Part Two: Can you tell a fake instrument from the genuine article?




New technology has makes it easier for experts to communicate with each other and share their knowledge.

Digital photography and database software have also made it much easier for dealers to record what they have seen and keep comprehensive archives.
  Florian Leonhard, a London-based restorer and dealer of fine violins says ‘Any expert always needs photographic references.' We can store a lot in our brain, but we can’t always go through 10,000 instruments in our mind. A computer database helps us, and having digital images means I can type in features and find things more quickly.’In the past few years, there have been important advances in a number of scientific techniques that can help shed light on the physical properties of instruments. Perhaps the most prominent of these has been dendrochronology, the process of determining the age of wood by analyzing the patterns of tree rings. But according to Christopher Reuning, a dealer and restorer based in Boston, it is not always conclusive. ‘It can tell you a number of things,’ he says. ‘If the tree was cut down after the instrument was allegedly made, then the instrument can’t have been made by that maker. But dendrochronology can’t prove; it can only disprove – the tree can be much older than the instrument, because the maker might have used older wood. Dendrochronology is often used to confirm what you already think and to ensure that you’re not making a mistake.’

Arguments over the usefulness and authority of dendrochronology reached a head in the late 1990s with the claims and counterclaims over the date of the ‘Messiah’ Stradivari. American expert Stewart Pollens asserted that the ‘Messiah’ could not be a Stradivari, based on findings by two German dendrochronologists that suggested that the outermost tree ring of the violin was formed in 1738, a year after Stradivari’s death. But a dendrochronological analysis by British maker John Topham contradicted those findings, dating the outermost tree ring to 1682. Many prominent dealers always had their doubts about Pollens’s claims, and in 2001 a group of US scientists presented new research that backed up Topham’s dating of the outermost ring.


Another emerging technology is varnish analysis. Research by scientists in Paris has shown
Varnish Sample from an instrument by Antonio Stradivari
that Stradivari used a very simple recipe of oil and resin to coat the wood of his instruments, so if any other chemicals are detected as major constituents, it is likely that the instrument is a copy. However, varnish analysis is a very new technology and cannot yet be entirely relied upon. ‘I increasingly use dendrochronology, and for some cases wood analysis,’ says Hieronymus Köstler, a dealer and maker in Stuttgart, Germany. ‘Varnish analysis will also be quite helpful in future, but the techniques are not refined enough today.’

So has all this left the fakers quaking in their boots? Not exactly, according to Michael Sheibley, a luthier in Pennsylvania. Sheibley says that makers are still producing copies good enough to fool most dealers – and he reckons he is one of them. ‘It goes on all the time,’ he says. ‘In the past, experts didn’t have the kind of equipment that is available today. But there are different levels of experts, and some of them are easier to fool than others.’

‘I’ve done things that have alarmed experts,’ he adds. ‘One day I went to an expert with a case of violins I had made. He was not able to identify them, and it took me ten minutes to convince him that I’d made them. He and his colleague stood there wondering how this could happen. Let’s call it a gag – these experts are not the experts people think they are. I have, in the past, enjoyed putting egg on their faces for my own self-gratification.’

Sheibley says that although technology can determine certain things, the best experts have seen so many instruments over so many years that they can simply rely on their own experience and instinct. ‘You have to smell it,’ he says. ‘You have to have it ingrained in your being.’

Other experts agree that there is no substitute for experience. ‘Recognition of a maker’s work is the most important thing,’ says Reuning. ‘An expert should sell on his or her own conviction. You should make a decision based on what you really believe. Someone who is a real expert will form an opinion based on their personal knowledge.’

Köstler agrees. ‘The most valuable safeguard is an understanding of originality and knowledge of the historical background and construction of instruments,’ he says. ‘Scientific tools can be time-consuming and difficult to use. Technical analysis or dendrochronology are of course very important, but you need to know a lot to use these tools.’
According to Florian Leonhard, a London-based restorer and dealer of fine violins, says technology can only do so much. ‘Nothing replaces the experience of having seen originals,’ he says. ‘You have that in your mind, and then you compare. You try to place the instrument in a school, looking at things like the colour of the varnish, the f-holes and the age. You have to know all the makers very well to know whether an instrument is fake, because many things could match and it is hard to prove. In a good fake, I will often see many features of the maker. There are a multitude of things that add together and they all have to be right – the inserts, the scroll, the channelling, the inside work. You are like a doctor trying to diagnose a patient with a rare tropical disease – there are so many boxes that have to be ticked to get the right diagnosis. The brain is still the best resource.’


▸ **Required work**
How many lines in these records include the string "will"? Reply with that number alone.

Provided information START

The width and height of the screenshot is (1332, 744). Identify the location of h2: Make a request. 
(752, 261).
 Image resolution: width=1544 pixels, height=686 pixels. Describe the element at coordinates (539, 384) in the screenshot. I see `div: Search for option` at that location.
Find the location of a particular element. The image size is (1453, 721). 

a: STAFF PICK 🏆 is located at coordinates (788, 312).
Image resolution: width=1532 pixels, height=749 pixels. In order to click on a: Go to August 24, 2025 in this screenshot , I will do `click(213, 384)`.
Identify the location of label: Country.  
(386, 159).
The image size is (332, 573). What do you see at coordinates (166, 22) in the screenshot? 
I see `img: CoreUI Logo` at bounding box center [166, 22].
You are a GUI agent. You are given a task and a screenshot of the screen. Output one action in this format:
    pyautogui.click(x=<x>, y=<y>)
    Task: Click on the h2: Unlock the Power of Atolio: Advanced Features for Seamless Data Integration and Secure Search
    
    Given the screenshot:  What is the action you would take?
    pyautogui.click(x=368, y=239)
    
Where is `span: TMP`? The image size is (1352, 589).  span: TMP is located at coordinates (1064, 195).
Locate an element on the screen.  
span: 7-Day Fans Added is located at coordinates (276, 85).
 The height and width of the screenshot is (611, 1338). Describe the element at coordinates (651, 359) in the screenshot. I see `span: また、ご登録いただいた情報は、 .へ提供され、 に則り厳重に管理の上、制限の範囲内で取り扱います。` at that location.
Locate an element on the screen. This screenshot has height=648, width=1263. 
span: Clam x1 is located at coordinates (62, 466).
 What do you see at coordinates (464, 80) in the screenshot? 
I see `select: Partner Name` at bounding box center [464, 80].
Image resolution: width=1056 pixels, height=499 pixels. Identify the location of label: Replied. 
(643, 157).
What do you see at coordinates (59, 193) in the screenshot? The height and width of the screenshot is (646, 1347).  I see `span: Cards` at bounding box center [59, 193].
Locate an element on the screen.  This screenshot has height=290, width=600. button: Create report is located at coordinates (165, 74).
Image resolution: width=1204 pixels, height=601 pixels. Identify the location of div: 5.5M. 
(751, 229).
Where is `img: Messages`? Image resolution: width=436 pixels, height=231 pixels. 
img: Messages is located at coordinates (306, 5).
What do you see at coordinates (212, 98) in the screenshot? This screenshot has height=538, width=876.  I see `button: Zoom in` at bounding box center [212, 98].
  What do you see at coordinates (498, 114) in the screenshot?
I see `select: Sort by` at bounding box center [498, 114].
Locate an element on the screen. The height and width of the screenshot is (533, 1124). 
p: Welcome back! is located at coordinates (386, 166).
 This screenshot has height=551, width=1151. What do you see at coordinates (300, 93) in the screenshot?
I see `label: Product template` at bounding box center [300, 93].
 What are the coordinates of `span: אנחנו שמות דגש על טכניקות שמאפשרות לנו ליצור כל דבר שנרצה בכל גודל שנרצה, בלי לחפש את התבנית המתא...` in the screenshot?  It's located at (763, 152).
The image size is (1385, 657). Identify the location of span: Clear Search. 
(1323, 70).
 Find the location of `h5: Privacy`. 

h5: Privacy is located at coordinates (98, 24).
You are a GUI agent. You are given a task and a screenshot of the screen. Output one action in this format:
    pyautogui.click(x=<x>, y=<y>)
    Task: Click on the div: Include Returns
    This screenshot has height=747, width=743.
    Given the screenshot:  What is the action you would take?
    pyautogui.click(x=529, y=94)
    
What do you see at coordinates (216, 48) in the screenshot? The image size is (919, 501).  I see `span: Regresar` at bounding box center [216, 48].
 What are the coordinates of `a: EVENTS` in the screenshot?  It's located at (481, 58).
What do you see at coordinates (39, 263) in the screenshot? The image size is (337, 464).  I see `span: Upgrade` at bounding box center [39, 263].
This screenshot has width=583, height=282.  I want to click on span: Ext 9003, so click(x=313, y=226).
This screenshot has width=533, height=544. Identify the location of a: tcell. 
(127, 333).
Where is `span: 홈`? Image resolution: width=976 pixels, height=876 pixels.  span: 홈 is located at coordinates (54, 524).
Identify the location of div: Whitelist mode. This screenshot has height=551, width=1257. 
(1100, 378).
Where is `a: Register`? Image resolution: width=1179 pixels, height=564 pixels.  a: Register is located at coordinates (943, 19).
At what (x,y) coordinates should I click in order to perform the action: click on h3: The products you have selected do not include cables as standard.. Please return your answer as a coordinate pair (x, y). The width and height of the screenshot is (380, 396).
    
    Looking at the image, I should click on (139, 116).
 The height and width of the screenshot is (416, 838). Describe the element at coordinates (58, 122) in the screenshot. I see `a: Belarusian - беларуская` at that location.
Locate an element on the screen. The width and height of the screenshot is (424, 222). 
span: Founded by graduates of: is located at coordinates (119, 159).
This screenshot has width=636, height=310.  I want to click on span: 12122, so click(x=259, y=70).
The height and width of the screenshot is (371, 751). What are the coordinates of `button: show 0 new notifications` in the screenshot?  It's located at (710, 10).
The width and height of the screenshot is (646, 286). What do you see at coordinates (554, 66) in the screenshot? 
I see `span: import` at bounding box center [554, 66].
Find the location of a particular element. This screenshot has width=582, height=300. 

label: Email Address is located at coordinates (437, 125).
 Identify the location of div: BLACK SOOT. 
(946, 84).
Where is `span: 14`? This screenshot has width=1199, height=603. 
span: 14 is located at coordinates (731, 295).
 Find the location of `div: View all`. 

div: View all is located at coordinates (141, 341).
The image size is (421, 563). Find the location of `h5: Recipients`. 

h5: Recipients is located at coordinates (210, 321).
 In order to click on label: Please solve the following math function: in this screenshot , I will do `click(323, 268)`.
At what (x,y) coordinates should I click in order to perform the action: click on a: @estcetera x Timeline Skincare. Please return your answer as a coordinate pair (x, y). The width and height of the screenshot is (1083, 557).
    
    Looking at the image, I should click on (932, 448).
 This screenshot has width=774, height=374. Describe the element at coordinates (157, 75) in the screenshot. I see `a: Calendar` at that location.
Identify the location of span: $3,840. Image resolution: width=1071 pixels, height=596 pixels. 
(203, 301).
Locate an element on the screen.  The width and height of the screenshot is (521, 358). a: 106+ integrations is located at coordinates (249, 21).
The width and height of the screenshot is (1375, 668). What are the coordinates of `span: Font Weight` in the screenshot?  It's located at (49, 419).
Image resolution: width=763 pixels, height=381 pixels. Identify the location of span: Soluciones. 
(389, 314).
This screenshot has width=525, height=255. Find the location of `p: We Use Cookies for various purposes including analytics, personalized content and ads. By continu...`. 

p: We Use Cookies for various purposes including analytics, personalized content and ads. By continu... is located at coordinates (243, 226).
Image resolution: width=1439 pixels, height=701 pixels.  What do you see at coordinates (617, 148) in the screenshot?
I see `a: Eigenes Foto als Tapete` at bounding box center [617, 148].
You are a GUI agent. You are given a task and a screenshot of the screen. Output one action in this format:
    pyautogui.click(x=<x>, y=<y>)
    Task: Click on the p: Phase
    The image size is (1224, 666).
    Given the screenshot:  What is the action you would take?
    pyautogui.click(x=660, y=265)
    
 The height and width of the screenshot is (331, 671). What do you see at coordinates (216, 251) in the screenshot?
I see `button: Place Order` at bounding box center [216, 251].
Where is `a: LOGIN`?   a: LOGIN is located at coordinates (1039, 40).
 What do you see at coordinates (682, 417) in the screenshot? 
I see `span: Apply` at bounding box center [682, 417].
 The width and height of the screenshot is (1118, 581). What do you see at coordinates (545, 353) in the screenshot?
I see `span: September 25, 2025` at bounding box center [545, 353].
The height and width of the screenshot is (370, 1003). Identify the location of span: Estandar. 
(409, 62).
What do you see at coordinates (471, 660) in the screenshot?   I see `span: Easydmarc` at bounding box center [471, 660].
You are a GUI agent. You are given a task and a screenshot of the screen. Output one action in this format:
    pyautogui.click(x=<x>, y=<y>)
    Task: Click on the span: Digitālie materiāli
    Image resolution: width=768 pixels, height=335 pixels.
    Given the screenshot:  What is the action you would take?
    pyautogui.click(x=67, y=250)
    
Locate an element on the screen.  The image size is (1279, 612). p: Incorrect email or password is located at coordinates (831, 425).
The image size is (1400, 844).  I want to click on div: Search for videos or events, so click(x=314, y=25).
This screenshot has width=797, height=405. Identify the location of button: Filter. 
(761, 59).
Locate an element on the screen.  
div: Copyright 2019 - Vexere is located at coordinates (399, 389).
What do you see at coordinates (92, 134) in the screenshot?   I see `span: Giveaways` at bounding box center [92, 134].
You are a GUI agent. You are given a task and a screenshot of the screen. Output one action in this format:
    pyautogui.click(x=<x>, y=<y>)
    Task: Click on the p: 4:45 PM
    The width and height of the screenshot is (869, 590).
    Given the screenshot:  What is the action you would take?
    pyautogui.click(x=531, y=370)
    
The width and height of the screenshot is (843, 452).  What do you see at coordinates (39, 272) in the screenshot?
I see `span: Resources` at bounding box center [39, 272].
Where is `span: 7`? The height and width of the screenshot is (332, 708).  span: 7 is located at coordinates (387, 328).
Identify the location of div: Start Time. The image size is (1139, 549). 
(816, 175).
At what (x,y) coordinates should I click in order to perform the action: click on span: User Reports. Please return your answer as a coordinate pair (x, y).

Provided information END

▸ **Answer**
2